Yao Hao (Chen Sing), is a young man whose father was assassinated and whose mother was killed in an attack on the funeral procession. He survives the attack and winds up at a Shaolin temple where he insists he wants to stay and become a monk. His beautiful fiancée (Lu Shu Chin) pleads with him to come back with her, but he refuses. The head monk, Brother Fa (Chan Wai Man), an orphan who's been at the monastery all his life and is expecting to succeed the current Shaolin Abbot, is jealous of the privileges Yao Hao has had in life and asks him questions about the outside world, including what it's like to touch a woman.
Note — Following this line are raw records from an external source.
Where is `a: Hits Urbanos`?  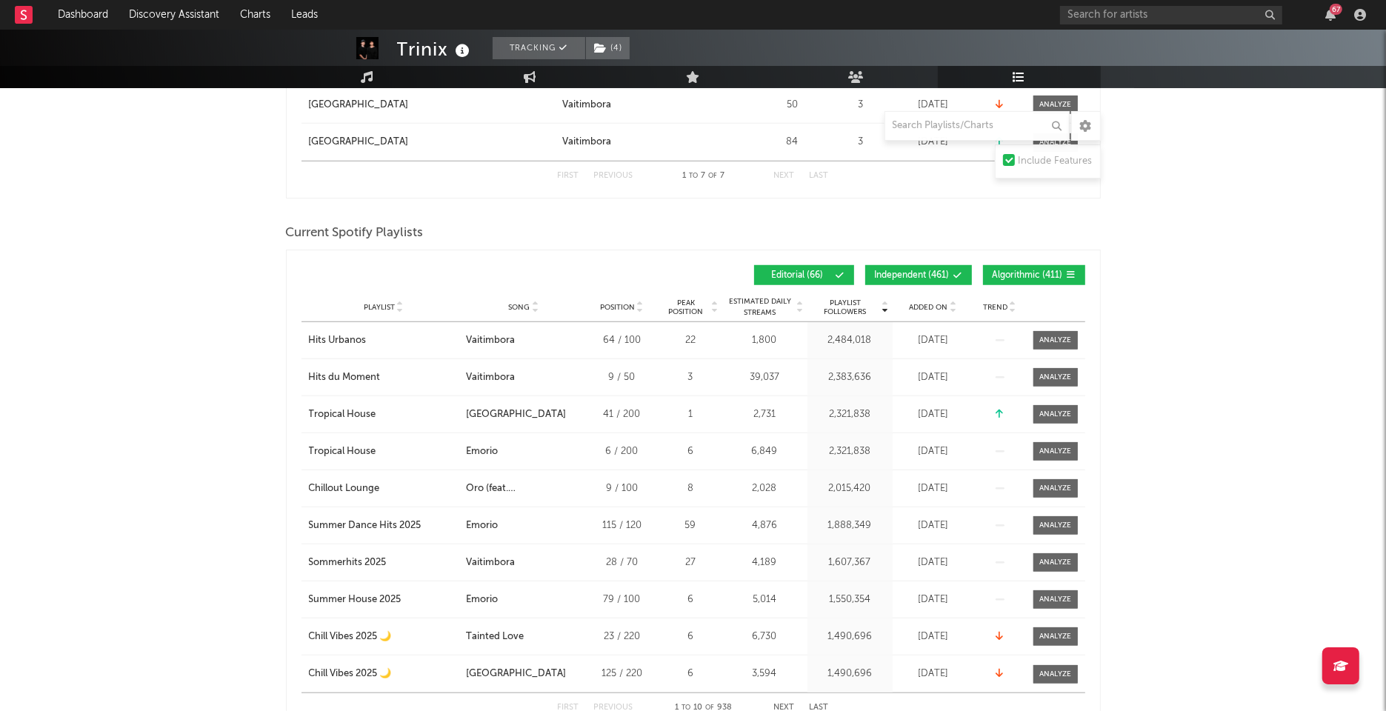 a: Hits Urbanos is located at coordinates (384, 341).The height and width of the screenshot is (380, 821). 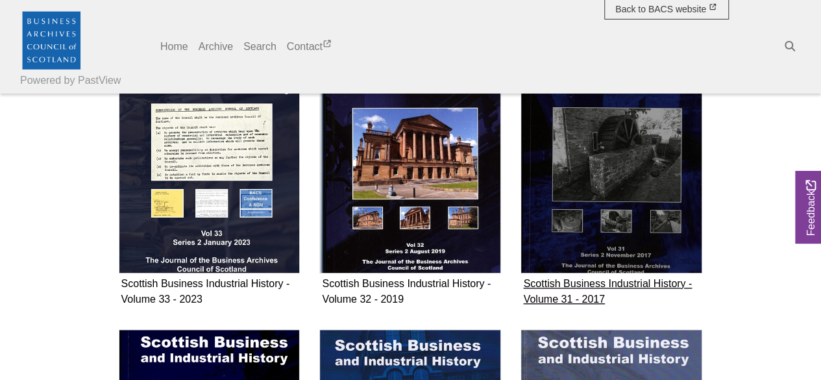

Brother Fa's weakening resolve soon finds him leaving the monastery and falling into the clutches of Lord Eagle (Kam Kong), the Manchu ruler in the area who's trying to wipe out all resistance to Manchu/Ching rule.
Acting
Michael Chan Wai-Man's spiral from monk to monster.
Direction
Tsai Yang-Ming's tight 81-minute moral collapse.
Practical Effects
Raw 1975 fight choreography, zero wirework pretension.

Director
Tsai Yang-Ming
Trivia, insights & behind the scenes
This 1975 Taiwan production quietly encodes anti-Manchu sentiment as anti-Ching resistance, resonating with contemporary Taiwanese identity politics.
Michael Chan Wai-Man was a real-life triad member before acting; his authentic menace made Brother Fa's corruption terrifyingly believable.